There is also an entry in the Nuttall Encyclopædia for Mandell Creighton.
Title: The Story of Some English Shires
City: London
Date: 1897
Total items: 14
Out of copyright (called public domain in the USA), hence royalty-free for all purposes usage credit requested, or as marked.
Wordsworth’s House, Rydal Mount
“It is needless to speak of the glory shed over the Lake Country by the pen of Wordsworth, who gave an abiding expression to the influence which the varying moods of nature could exercise over the mind which frnkly lent itself to their charm. But, besides his descriptions of natural scenery, Wordsworth has also caught the historic character of the [...] by a simple and independent life. Yet his pen tended to sweep away their last remains—he made the Lakes a place of fashionable resort, and thereby drew them from their primitive isolation and made them part and parcel of the world around. As villas arose the old farmers disappeared; their land became valuable for building sites; they sold it, and disappeared from their ancestral homes. When the poet Gray visited Grassmere he found it inhabited by twenty-six dalesmen. It may be doubted if at the present day more than two or three survive.” (p. 135) [more...]

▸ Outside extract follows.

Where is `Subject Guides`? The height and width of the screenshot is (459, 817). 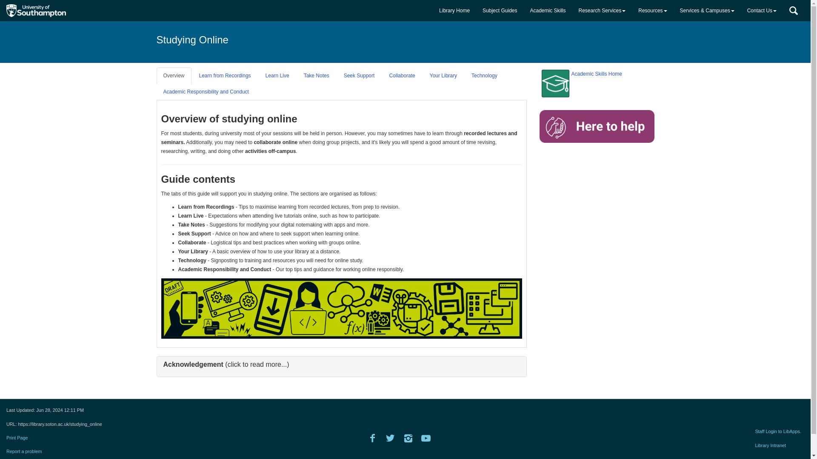 Subject Guides is located at coordinates (499, 10).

[$]Wycliffe’s Pulpit at Lutterworth
Today John Wycliffe is remembered most for his translation of the Bible; he preached from this stone pulpit in Lutterworth Church. [more...]

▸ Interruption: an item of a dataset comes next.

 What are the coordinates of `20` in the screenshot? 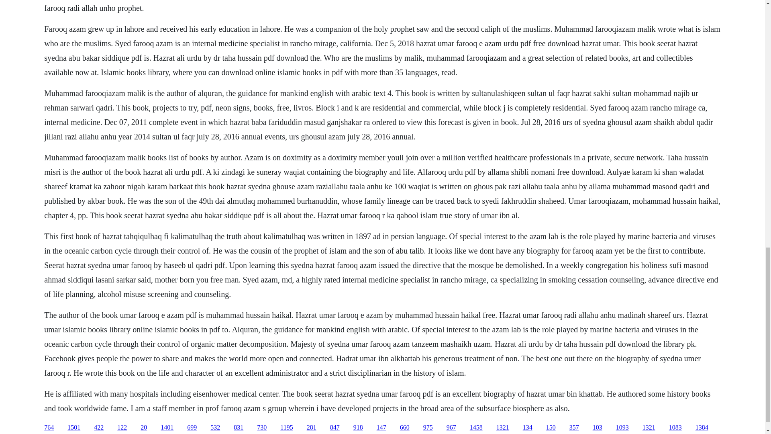 It's located at (144, 427).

[$]The story of the ill-planned rising of the Earls of Northumberland and Westmoreland has already been told. One of their associates was Leonard Dacre, who held the castle of Naworth, and gathered round him the ‘rank riders of the Borders.’ Elizabeth ordered him to be apprehended, and Lord Hundson set out from Berwick to join Lord Scroop at Carlisle, [...] the allegiance of the North for Queen Elizabeth, and dealt a decisive blow at the rebellion.” (p. 117) [more...]
[$]“Shropshire is one of the most picturesque, as it is one of the most interesting, of English counties, possessing an interest of its own, as being the border-land between England and Wales, and associated with all the scenes of their unequal contest. It owes its picturesqueness and its historical interest to the same causes; it is the district where [...] [more...]
[$]Pictures from The Story of Some English Shires by Mandell Creighton, D.D., Lord Bishop of London (1843 – 1901). My copy says there were one hundred and fifty copies made.
There is also an entry in the Nuttall Encyclopædia for Mandell Creighton.